Stop believing your own dashboards โ๐พ
Especially if they are made for YOU... To truly see the problem, you must physically break your cognitive filters and go talk to the people on the ground.
It is not a coincidence that dysfunctional organizations have "leadership dashboards" that are separate from the dashboards that people on the ground see. There'd be an army of people just for building those dashboards and the data on them gets "massaged", "rounded up", "scope limited", "exception approved", through various layers before the top executive sees it sitting in an air conditioned board roam.
What there are seeing is an abstraction of an abstraction of an abstraction... (you get the idea).
Taiichi Ohno's Genchi Genbutsu ("Go to the actual place and see the actual thing") demands that leaders stop relying on abstraction. But, you can't go there with your "board room" attitude. Ohno deeply understood that our brains filter reality, making it impossible to see problems when looking "right-side up."
This is proven outside the factory floor by art teachers. Here is an excerpt from Harish Jose and Venkatesh Krishnamurthy's latest book, 'Connecting the Dots...' (
leanpub.com/connecting-the-dโฆ) :
โ... when we go to the gemba with preconceived notions, we miss what is right in front of us. If we arrive already armed with the wrong answer, we will not ask the right questions. We must approach the gemba with a fresh mind and limited preconceptions.
Betty Edwards demonstrates this powerfully in her work on drawing education. When she gave students the assignment to copy a Picasso work, the results disappointed her. In a flash of insight, she hung the painting upside down and asked the students to copy it again. ๐๐๐ ๐ช๐ฅ๐จ๐๐๐-๐๐ค๐ฌ๐ฃ ๐๐ค๐ฅ๐๐๐จ ๐ฌ๐๐ง๐ ๐๐ง๐๐ข๐๐ฉ๐๐๐๐ก๐ก๐ฎ ๐๐๐ฉ๐ฉ๐๐ง ๐ฉ๐๐๐ฃ ๐ฉ๐๐ ๐ง๐๐๐๐ฉ-๐จ๐๐๐-๐ช๐ฅ ๐ซ๐๐ง๐จ๐๐ค๐ฃ๐จ. Turning the painting upside down changed how the students โsawโโtheir brains stopped interfering with their perception, allowing them to draw what was actually there rather than what they thought should be there.
As Edwards explains, the efficient left brain says, โIt is a chair, I tell you. That is enough to know. Here is a ready-made symbol for you.โ ๐ฝ๐ช๐ฉ ๐ฉ๐ค ๐ฉ๐ง๐ช๐ก๐ฎ ๐จ๐๐, ๐ฌ๐ ๐ข๐ช๐จ๐ฉ ๐จ๐๐ฉ ๐๐จ๐๐๐ ๐ค๐ช๐ง ๐ช๐จ๐ช๐๐ก ๐ซ๐๐ง๐๐๐ก ๐๐๐ฉ๐๐๐ค๐ง๐๐ฏ๐๐ฃ๐ ๐๐ฃ๐ ๐ฉ๐ช๐ง๐ฃ ๐ค๐ช๐ง ๐๐ช๐ก๐ก ๐ซ๐๐จ๐ช๐๐ก ๐๐ฉ๐ฉ๐๐ฃ๐ฉ๐๐ค๐ฃ ๐ฉ๐ค ๐ฌ๐๐๐ฉ ๐ฌ๐ ๐๐ง๐ ๐ฅ๐๐ง๐๐๐๐ซ๐๐ฃ๐...โ
Your weekly reports, aggregated metrics, and beautifully crafted dashboards are the "right-side-up" version. They show you what your "efficient left brain" thinks should be there, not the raw reality of the Gemba (where value is created).
When a project is stuck, leaders must practice the art of turning the Picasso upside down. Go beyond the fancy dashboard and powerpoint presentations. This is how you discover the waste (Muda) that data hides.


Look through the records and copy every line in which "uploaded" appears.

(Page and application data records)
===

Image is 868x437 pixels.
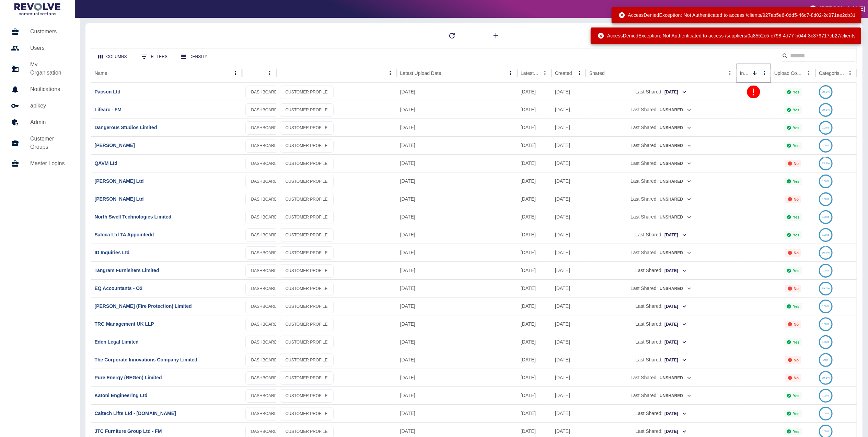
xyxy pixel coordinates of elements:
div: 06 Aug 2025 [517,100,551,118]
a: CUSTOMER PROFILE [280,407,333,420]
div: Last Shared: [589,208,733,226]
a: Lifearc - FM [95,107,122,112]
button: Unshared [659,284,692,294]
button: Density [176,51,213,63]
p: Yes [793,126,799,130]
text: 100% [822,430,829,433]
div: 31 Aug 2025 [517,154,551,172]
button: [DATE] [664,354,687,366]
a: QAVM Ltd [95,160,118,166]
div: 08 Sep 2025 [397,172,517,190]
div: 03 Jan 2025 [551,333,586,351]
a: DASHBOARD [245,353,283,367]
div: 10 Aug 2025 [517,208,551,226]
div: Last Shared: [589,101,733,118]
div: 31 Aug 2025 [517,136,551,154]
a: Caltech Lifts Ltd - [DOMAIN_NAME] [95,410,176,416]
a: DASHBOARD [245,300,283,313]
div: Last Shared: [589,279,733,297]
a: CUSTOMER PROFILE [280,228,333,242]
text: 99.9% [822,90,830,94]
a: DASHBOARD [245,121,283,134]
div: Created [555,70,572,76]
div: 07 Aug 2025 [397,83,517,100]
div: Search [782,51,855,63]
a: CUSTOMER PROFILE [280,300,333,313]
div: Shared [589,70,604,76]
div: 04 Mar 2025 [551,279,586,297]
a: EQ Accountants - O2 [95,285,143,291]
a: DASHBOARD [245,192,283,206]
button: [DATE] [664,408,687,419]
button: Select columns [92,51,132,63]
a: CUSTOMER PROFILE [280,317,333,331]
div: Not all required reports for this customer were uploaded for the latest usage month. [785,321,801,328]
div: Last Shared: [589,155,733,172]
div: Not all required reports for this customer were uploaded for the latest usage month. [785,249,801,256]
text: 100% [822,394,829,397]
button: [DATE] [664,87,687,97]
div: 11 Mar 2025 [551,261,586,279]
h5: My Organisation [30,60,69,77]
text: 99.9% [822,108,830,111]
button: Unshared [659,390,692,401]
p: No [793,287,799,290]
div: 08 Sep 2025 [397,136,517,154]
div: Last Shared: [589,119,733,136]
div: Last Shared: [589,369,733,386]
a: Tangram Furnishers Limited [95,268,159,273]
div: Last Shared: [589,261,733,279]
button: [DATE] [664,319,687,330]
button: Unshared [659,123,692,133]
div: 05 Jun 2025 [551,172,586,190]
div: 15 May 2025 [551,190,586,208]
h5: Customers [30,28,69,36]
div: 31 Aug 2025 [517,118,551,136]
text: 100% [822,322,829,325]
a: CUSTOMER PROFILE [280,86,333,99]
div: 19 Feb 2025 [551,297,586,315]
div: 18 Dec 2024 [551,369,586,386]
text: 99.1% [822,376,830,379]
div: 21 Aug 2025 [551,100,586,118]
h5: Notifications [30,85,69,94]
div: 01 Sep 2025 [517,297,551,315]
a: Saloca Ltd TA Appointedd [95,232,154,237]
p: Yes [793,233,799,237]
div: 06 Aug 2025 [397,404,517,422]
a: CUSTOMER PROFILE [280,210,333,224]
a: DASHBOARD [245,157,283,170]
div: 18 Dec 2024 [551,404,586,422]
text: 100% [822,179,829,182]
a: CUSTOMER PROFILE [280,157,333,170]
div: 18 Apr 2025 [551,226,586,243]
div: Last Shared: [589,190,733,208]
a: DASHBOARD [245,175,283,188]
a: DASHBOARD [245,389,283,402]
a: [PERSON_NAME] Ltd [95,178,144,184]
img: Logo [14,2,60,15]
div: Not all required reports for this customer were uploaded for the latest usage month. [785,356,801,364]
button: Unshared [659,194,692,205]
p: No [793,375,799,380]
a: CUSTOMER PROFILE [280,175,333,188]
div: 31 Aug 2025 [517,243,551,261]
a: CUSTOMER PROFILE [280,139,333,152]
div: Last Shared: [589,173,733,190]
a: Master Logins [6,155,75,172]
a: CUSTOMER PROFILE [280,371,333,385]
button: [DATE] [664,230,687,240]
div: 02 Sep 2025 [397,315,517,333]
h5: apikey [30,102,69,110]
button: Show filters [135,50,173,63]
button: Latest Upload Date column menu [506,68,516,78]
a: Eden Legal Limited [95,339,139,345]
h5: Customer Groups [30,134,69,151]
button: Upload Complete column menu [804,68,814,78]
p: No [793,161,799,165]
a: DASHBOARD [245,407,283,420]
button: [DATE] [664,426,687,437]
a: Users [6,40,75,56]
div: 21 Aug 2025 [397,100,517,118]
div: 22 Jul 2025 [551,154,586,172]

===

Task result —
div: Not all required reports for this customer were uploaded for the latest usage month. [785,321,801,328]
div: Not all required reports for this customer were uploaded for the latest usage month. [785,249,801,256]
div: Not all required reports for this customer were uploaded for the latest usage month. [785,356,801,364]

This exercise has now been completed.